As part of the Varieties of Contemplative Experience project — the largest study ever conducted on negative meditation experiences — Britton studied meditation teachers and 60 meditators who were experiencing difficulties resulting from meditation, she said. Britton has also been investigating the bodily and mental effects associated with various meditation practices and how outcomes may differ among people with varying personalities or conditions, she added.


From a clinical perspective, Brandon Gaudiano, a psychologist and associate professor of psychiatry and human behavior and of behavioral and social sciences, conducts research at Butler Hospital. His work involves the application of acceptance and commitment therapy — an approach that alters people’s behavior using their values — in those with psychotic disorders and depression, Gaudiano said.


He has partnered with Associate Professor of Behavioral and Social Sciences and Psychiatry and Human Behavior David Williams on an ongoing investigation using mindfulness to help increase physical activity in those who have depression, Loucks said.


The Center has been innovative in its incorporation of technologies such as digital therapeutics and functional MRI — an imaging technique that can be used to show how meditation affects brain activity, Brewer said.
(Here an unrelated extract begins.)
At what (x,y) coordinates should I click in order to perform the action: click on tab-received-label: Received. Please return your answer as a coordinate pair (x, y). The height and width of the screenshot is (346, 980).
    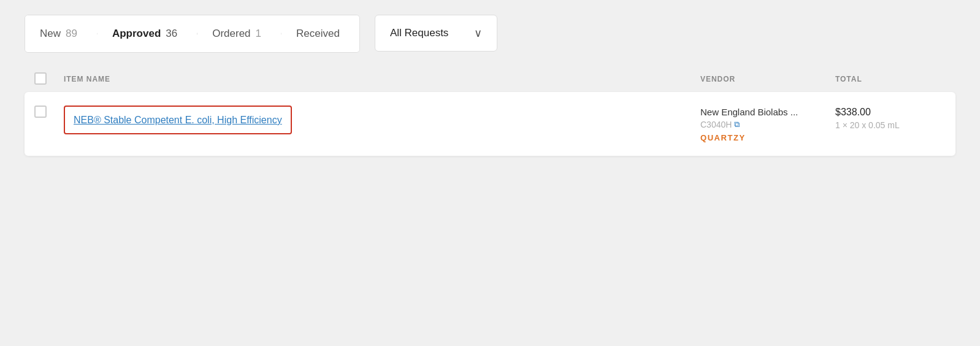
    Looking at the image, I should click on (318, 34).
In his own lab, Brewer investigates meditation’s impact on the brain and mindfulness apps’ effects on health. For example, the Unwinding Anxiety program used a mindfulness application targeting anxiety, and the results revealed significant reductions in anxiety after a couple of months, he added. The findings illustrate how mindfulness training reduces people’s susceptibility to their emotions, which alleviates anxiety, Brewer said.


Amidst the stresses of college, the free Mindfulness-Based College program at the Mindfulness Center has showed positive results in a clinical trial, Loucks said.


In its research, the Mindfulness Center has also addressed diversity.


After expanding to the west from eastern cultures, wealthy communities have become the primary beneficiary of mindfulness programming, said Assistant Professor of Behavioral and Social Sciences and of Psychiatry and Human Behavior Jeffrey Proulx.


But Proulx, who joined the Mindfulness Center Sept. 2019, works to bring mindfulness research to underserved populations. Proulx came to the University “because the Mindfulness Center here is one of the premier locations of people who guide the policies of mindfulness around the world,” he said. Proulx, who is Native American, has focused on bringing mindfulness to Native American communities to alleviate prevailing distress and intergenerational trauma, he added. Stress can elevate heart rate, reduce brain volume and negatively impact the immune system, Proulx said.


Unlike other researchers studying mindfulness in Native American communities, Proulx is creating unique interventions for them, he said. His current projects include studies of mindfulness programs with Native American communities in Oregon and California, the Eastern Band Cherokee in North Carolina, and the Narragansett Tribe in Rhode Island. Proulx receives feedback from communities in attempt to find parallels between Native American traditions — like berry picking, dancing and meditation — and mindfulness practices, he said.


Proulx “focuses his work on bringing mindfulness interventions in really respectful ways to Native American communities … His ability to navigate through diversity and inclusion is inspiring,” Loucks said.


“I’m just excited that I’m at Brown and at the Mindfulness Center, especially because of their commitment to diversity,” Proulx said. The “Mindfulness Center is filled with people that have such an open focus on the future and on being inclusive.”


Although the researchers affiliated with the Mindfulness Center are based in many different locations, the establishment has enabled collaboration amongst the researchers and between them and mindfulness educators, Loucks said. “We have very strong mindfulness research, but then we also have very strong mindfulness teacher training programs ... so there’s a lot of synergies between those two.”